Optimize infrastructure resource allocation

No DevOps transformation is complete until you’ve optimized your infrastructure resources to operate more efficiently without degrading application performance. Whether you’re in the cloud or on premise, better utilization of your resources is key. You need the ability to scale, but you shouldn’t pay for resources you don’t need.  

Often, this comes down to a decision between downsizing and consolidating resources. In most cases, it’s generally more cost effective to consolidate applications onto larger hosts than it is to downsize host count and run fewer applications on smaller hosts. 

Containerization also figures very prominently in most DevOps teams’ optimization efforts. Container orchestration platforms like Kubernetes and Amazon Elastic Container Service (ECS) provide an efficient means for managing compute resources, handling the distribution of container instances based on the available capacity within host clusters.

Beyond such infrastructure changes, DevOps teams can also use proactive alerting and team dashboards to ensure efficient usage of infrastructure resources, while still knowing they’ll quickly detect any impact on customer experience.

Automate instrumentation

Moving fast in DevOps means reducing toil. Visibility should be the default for DevOps teams—not a burden. As a team’s application scales, it becomes increasingly important—and increasingly complicated—to effectively monitor the entire software lifecycle, from code deployment through build and deploy to alerting.

Whenever possible, your DevOps teams should automate tasks with CLIs and reduce toil as their development ecosystem grows by replacing manual instrumentation with an automated setup.

Create a cross-functional operations review

The ultimate goal of DevOps is the ability for teams to deliver stable services in a timely manner that meets customer expectations. To ensure your DevOps teams can continually meet this goal over time, create a cross-functional team with which you hold regular operations reviews. The best cross-functional teams have broad representation, including:

  • Product owners, engineering managers, and technical leads
  • Individual contributors from DevOps teams that develop applications, work with service delivery, and maintain your ecosystem
  • Representatives from business operations, marketing, and support

Use the time with your cross-functional team to ensure that your service-delivery process is strongly integrated with customer expectations. Work on a weekly or bi-weekly basis to identify how and where technical improvements meet customer expectations, or find new ways to ensure they do. (Ideally, you’d track your service record against the SLOs established by your DevOps teams.) Dashboards are a great way to hone in on specific time periods and metrics so you can gain a quantified understanding of whether you’re meeting service-delivery objectives or need to set specific actions to improve delivery.

Conclusion

Modern software practices, like those described in this ebook, can lead your teams to faster feature delivery, fewer incidents, and more experimentation. Forward-thinking organizations that have made the leap to a DevOps operating model are already using the gains to separate themselves from their competitors. They’ve eliminated silos, streamlined their tools and processes, and improved communication channels to break through the barriers to DevOps adoption.

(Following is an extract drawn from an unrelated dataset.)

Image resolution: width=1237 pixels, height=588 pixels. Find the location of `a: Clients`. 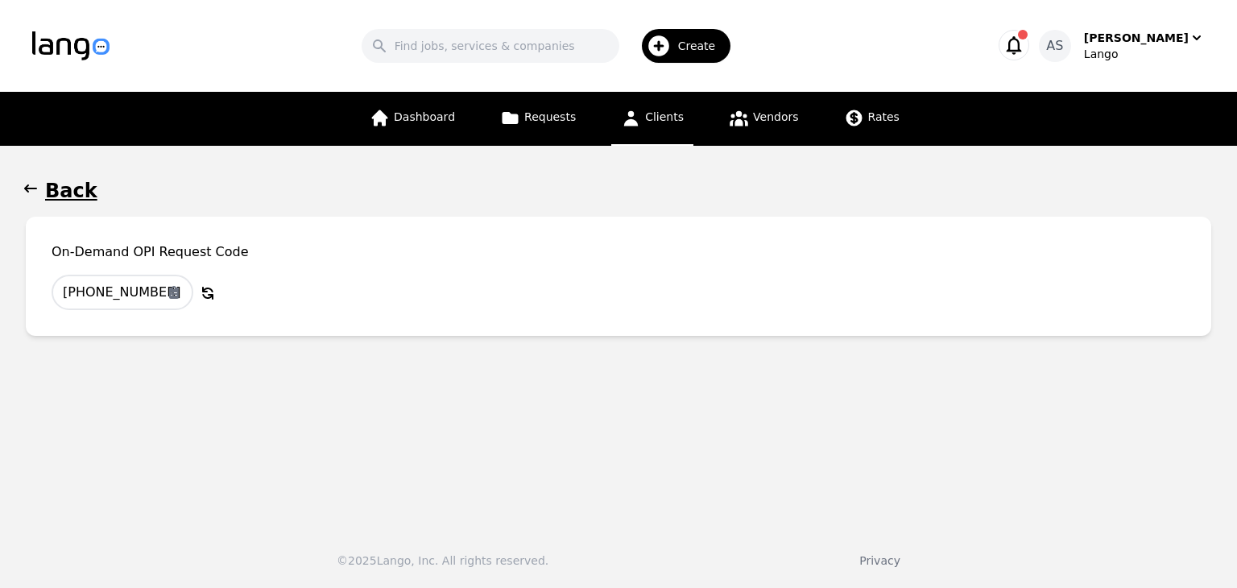

a: Clients is located at coordinates (652, 118).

So, is your organization ready to become a lean, mean DevOps machine? We can show you how to get started—and how to stay focused on success.

Our prescriptive Guide to Measuring DevOps Success—written by New Relic solutions engineers and DevOps experts—walks you through each phase (Prepare, Activate, and Optimize) and details how you can use New Relic to track every step, be deliberate about every decision, and increase the odds of your DevOps success.

3 phases of devops success model: prepare, activate, optimize

Our prescription is flexible enough to be customized based on your maturity and specific needs. By collecting data about all stages of your growth, you’ll have invaluable guardrails to better understand how your DevOps efforts impact your overall business every step of the way.

Successful DevOps starts here

Measure what matters and innovate faster.